Procynosuchus delaharpae


Procynosuchus delaharpae from Wikipedia

Name: Procynosuchus delaharpae [Delaharp's Before the dog croc]

When: Late Permian Period, about 253 million years ago

Where: Various sites in South Africa, Zambia, Germany, and Russia.

Claim to fame: Procynosuchus is the earliest well-known member of the cynodonts - mammals and their closer fossil relatives. Although first discovered in South Africa in the 1930s, specimens have been found in widespread localities. Procynosuchus demonstrates that cynodonts were around at the end of the Permian and survived the "Great Dying" at that period's end. Cynodonts were widespread during the Triassic and, in the Early Jurassic, gave rise to proper mammals. With few exceptions, cynodonts were small until the extinction at the end of the Cretaceous opened up the large-animal niche for their mammalian members.

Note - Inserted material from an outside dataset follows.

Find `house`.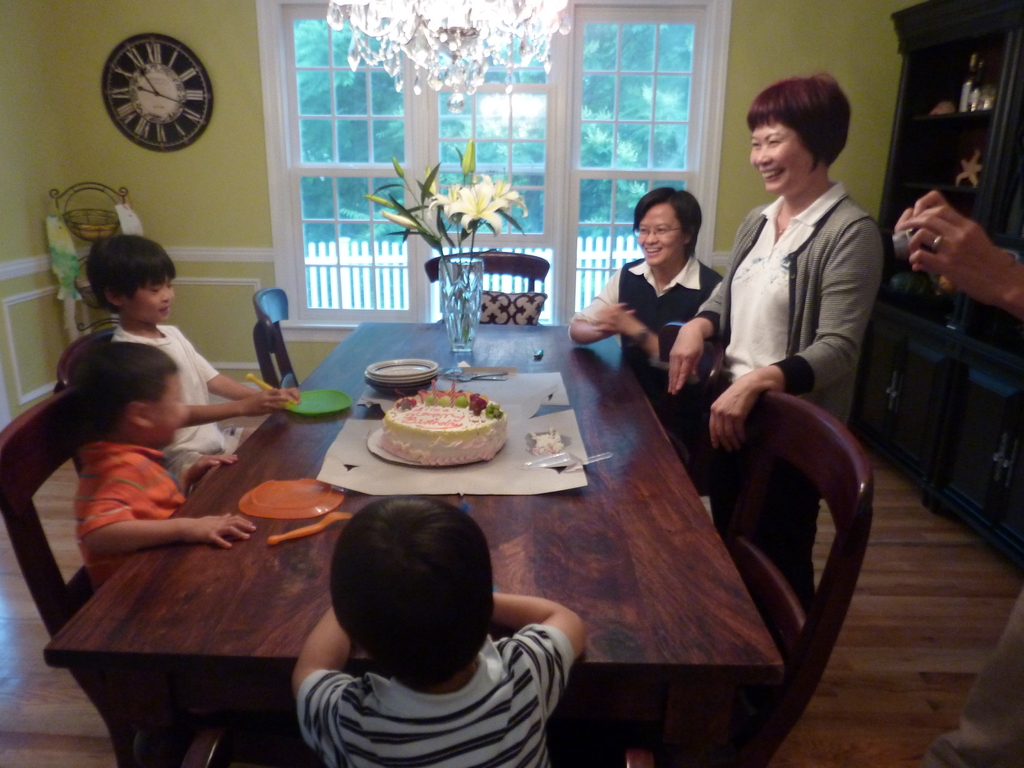
(0, 0, 1023, 767).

Although Procynosuchus and other fossil cynodonts shared many evolved features with mammals, there are plenty of mammalian traits that it lacked. For example, the bones that in mammals contribute to the middle-ear and lining of the ear-drum, the malleus and ectotympanic, are still part of Procynosuchus' lower jaw, although highly specialized for hearing. Thus, Procynosuchus' ears were in its jaw. Procynosuchus' brain was very small compared to that of any mammal of similar size, and it still possessed a pineal eye in the roof of its skull, like living lizards do, functioning as a light-meter to help coordinate daily cycles. For fun, note that the pineal eye communicated with the brain through the parietal fontanelle, an opening in the top of the skull that in mammals closes shortly after birth. Oddly, the gene that promotes the closure of the fontanelle also promotes development of mammals' rich fur coat. Could the presence of the pineal eye indicate that Procynosuchus' coat, if it had one, was poorly developed?

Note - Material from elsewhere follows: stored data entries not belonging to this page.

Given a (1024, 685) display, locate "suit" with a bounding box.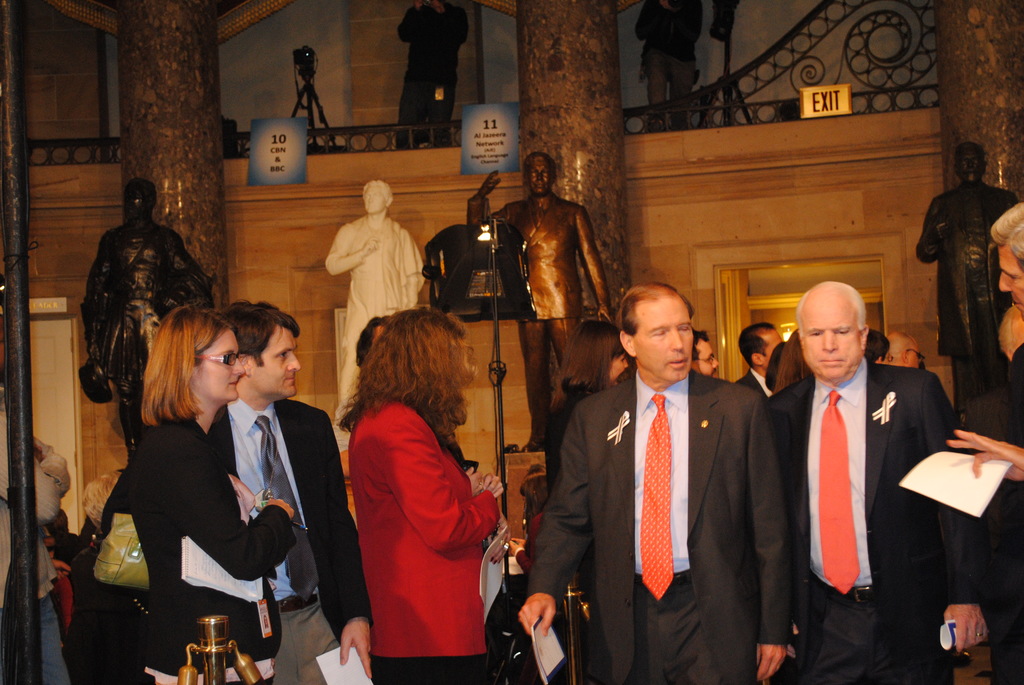
Located: (left=120, top=414, right=294, bottom=677).
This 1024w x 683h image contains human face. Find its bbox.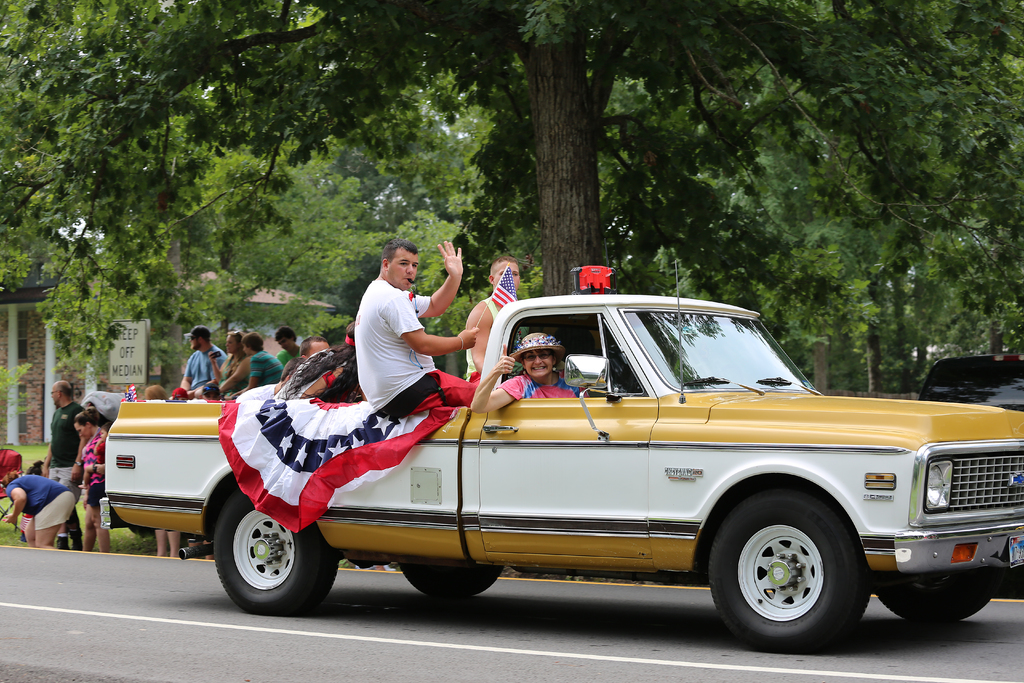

Procynosuchus is unusual among cynodonts in having a relatively long tail that is compressed side to side. This, coupled with the fact that it retained the ancestral vertebrate pattern of undulating its trunk from side to side (as a lizard might), suggests that it could have been semi-aquatic.


Procynosuchus rhyton.

About the pieces: I enjoyed sculpting the head of Procynosuchus as a benchmark for the starting-point for cynodont evolution, a pathway that leads ultimately to proper mammals, and a nice intermediate stage between more distant mammal-relatives like Diictodon and proper mammals. In my reconstruction, Procynosuchus has fur. As I explain above, the real animal probably didn't have a beautiful mammalian coat, but it is at the base of the cynodonts - the point at which I and other paleo-artists start to become comfortable with the presence of fur. I have heard anecdotally that there exist coprolites (fossilized poop) from the Late Permian that clearly contain hairs. Definitely something back then was growing the stuff, and the early cynodonts were the most mammal-like creatures around at the time, making them likely candidates.